The New Anti-Christs and the Talpiot Tombs
Sunday, May 20th, 2012Headline: James D. Tabor joins the New Anti-Christ camp…almost
Anything goes in the blogging world and one of the more bizarre contributions is this rambling post from 2008, “The New Anti-Christ Advocates” by Church of God in Christ Pastor, “Supt. Harvey Burnett.” I had never noticed it until someone pointed it out to me this past week. I guess I was in pretty good company here, listed with other notable “anti-Christs” such as Richard Dawkins, Bart Ehrman, and John Dominick Crossan, though it would have been nice if
the late Christopher Hitchens had been included for at least honorable mention as well. I suppose Pastor Burnett’s most memorable line in his post has to be his charge that these careful historians are guilty of continuing “to postulate ridiculous fantasies with no basis in actual events, facts, or history.”
I do worry that the kind of thinking behind this sort post can be dangerous as such groups are clearly politically active, “locked and loaded” to use Michelle Bachmann’s memorial words, and often serve to flame up the passions of unstable religious zealots. Notice such a rabid and hateful approach is drawn right from some of the vindictive N.T. texts that have delighted those who have had the power to eliminate “heretics” for the past fifteen hundred years–including my own Czech ancestors and their leader the courageous John Huss. Indeed, Burnett closes with a veiled reference to the final “defeat” of all heretics since he has read the “end of the book,” clearly referring to the time when the whole lot of us get thrown into the Lake of Fire as described in Revelation 20:14-15.
But here is the irony. Pastor Burnett has another more recent post in which he seems to actually take my side in terms of the new discoveries at the Talpiot “Patio” tomb, as chronicled in my recent book with Simcha Jacobovici, The Jesus Discovery. He is so taken with the discoveries of what we argue to be early faith in Jesus’ resurrection from the dead–namely the Jonah image and the Greek inscription about God raising up the dead–that he can do nothing but celebrate this new breakthrough while censoring the critics who, as he sees things, only want to squelch any evidence of faith in Jesus’ resurrection. His ambiguity is understandable. My status as one of the “anti-Christs” seems intact, since I have denied the “physical, bodily” resurrection of Jesus (not to mention the virgin birth and other Christian mytholodgy), but then Simcha and I have brought to the archaeological table what is arguably the earliest evidence related to faith in Jesus’ resurrection–but less than 200 feet from the “Jesus” tomb–so what does one do with that? Pastor Burnett, commendably, struggles with the contradiction implied by that juxtaposition but in the end, unfortunately, fails to consider what we argue quite extensively in our book, that “resurrection of the dead” in our earliest sources did not refer to corpse resuscitation, but rather exaltation to heaven in a new spiritual body. For more on this see my recent post “Why People Are Confused About the Earliest Christian View of Resurrection of the Dead.”

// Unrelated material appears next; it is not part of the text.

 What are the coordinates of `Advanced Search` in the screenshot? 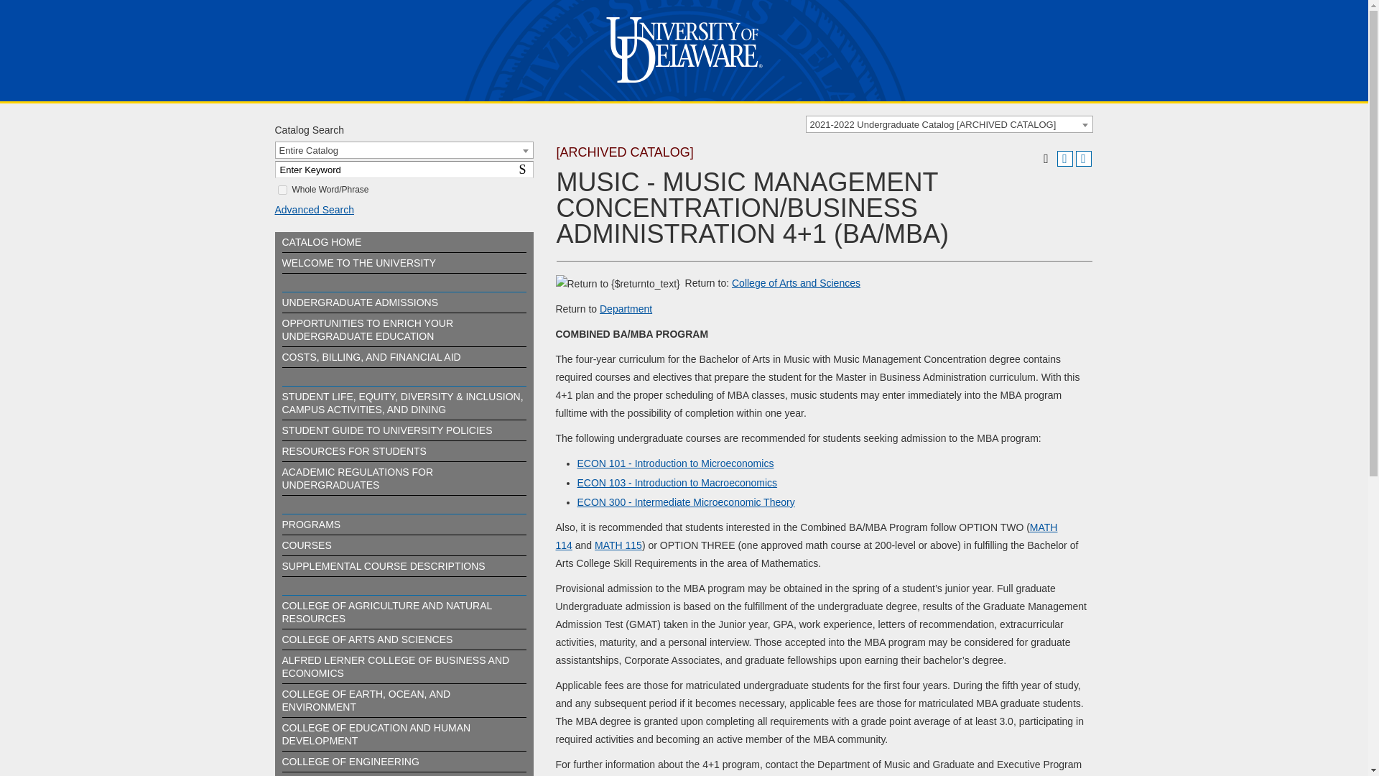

It is worth noting that there have been a number of other responses from Christian circles that, like Pastor Burnett, find the new discoveries quite important as new evidence for the resurrection faith of Jesus’ first followers. Michael Swan, writing for the Catholic Register, has embraced the discoveries as possible evidence of the “spiritual” nature of early Christian resurrection faith, writing:
The idea that this tomb may contain the bones of Jesus is presented as something perhaps scandalous to Christians. The film makers concede there’s no way to prove that any particular bones buried in first century Jerusalem belong to any particular person. But even if they could, how scandalous is it? Catholics have always known the resurrection does not refer to a resuscitated corpse. Jesus was resurrected in a spiritual body, just as all of us will be resurrected at the end of history regardless of the decay of our flesh and bones. And of course Jesus spiritual body is no less real than the body Mary bore in her womb. . . Here is another grain of evidence in the mountain of archeological proof which has come to light in our lifetimes that says the first Christians believed what the Church still believes — Christ rose from the dead, and we shall rise with him on the last day.
Another Christian blogger, Nathan Sass, argues that the Jesus tomb is that of followers who named their children after Jesus–but not of Jesus himself. This is somewhat similar to the view of Prof. James Charlesworth, that Talpiot represents “the Jesus clan,” but that the ossuary inscribed “Jesus son of Joseph” could not be that of Jesus of Nazareth because it is too plain and crudely inscribed.